Article HistoryInvestment plays a vital part in economic progress of the countries. The current study tried to examine the influence of the investment on economic development of South Asian Association of Regional Cooperation (SAARC) countries by used the panel data for the dated 2000-2014. This study applied Hausman test to check the fixed effect model is appropriate or random effect model is appropriate. The empirical results explained that the random effect model is suitable in this study. Random effect model has been examined the influence of investment, government expenditure and inflation on economic evolution of SAARC countries. The study also explained that the investment, government expenditure are positive impact on economic progress. The outcome of inflation is negligible on economic evolution.
Contribution/ Originality:This study contributed that investment plays an imperative character in the progression of economic development, by means of a panel data set of SAARC countries. This study empirical result explained that the investment is positive effect the economic growth because the investment rise and the economic evolution also increase. The outcome of government expenditure is positive and significant on economic development. These are durable reason for preserving the public sector. The outcome of inflation is negative and insignificant on economic evolution. In these countries the inflation are negative impact on economic progress because inflation cannot precedes the economic growing.
This study examines the impact of overall foreign institutional equity participation and its two types—foreign institutional pressure-resistant and pressure-sensitive—on firm sustainable investment efficiency for non-financial listed domestic firms of three emerging economies over the period of 2009–2018, using an unbalanced panel of 733 firms with 4468 firm-year observations. It also investigates the impact of varying levels of foreign equity participation on investment efficiency. We used the regression estimation technique with robust standard errors clustered at the firm level. We also used the second-stage instrumental variable (IV) method to control potential endogeneity. Empirical findings reveal that overall foreign institutional equity participation and foreign institutional pressure-resistant ownership have a positive and significant impact on corporate investment efficiency, whereas foreign institutional pressure-sensitive ownership has a positive but insignificant impact. When we divided the overall institutional foreign equity ownership and its two types into five levels, we found a positive and significant impact of overall foreign institutional ownership at all levels. The foreign institutional pressure-resistant ownership has a positive and significant impact on investment efficiency when it is greater than 10%. However, we found a weak relationship of foreign institutional pressure-sensitive equity ownership with investment efficiency at all varying levels of investments. These results are robust when we controlled for endogeneity. Our results have implications for policymakers, regulators, academicians, and potential foreign equity participants. These results can be generalized to those emerging economies that have the potentials for attracting foreign equity inflows.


### EXERCISE DETAILS
Your task is to copy all of the entries exactly as they are given.

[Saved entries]
*** Begin section ***

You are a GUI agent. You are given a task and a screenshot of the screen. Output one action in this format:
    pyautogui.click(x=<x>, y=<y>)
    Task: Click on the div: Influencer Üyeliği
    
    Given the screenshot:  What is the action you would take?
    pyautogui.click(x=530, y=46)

*** End section ***

### ANSWER FOR THE TASK
You are a GUI agent. You are given a task and a screenshot of the screen. Output one action in this format:
    pyautogui.click(x=<x>, y=<y>)
    Task: Click on the div: Influencer Üyeliği
    
    Given the screenshot:  What is the action you would take?
    pyautogui.click(x=530, y=46)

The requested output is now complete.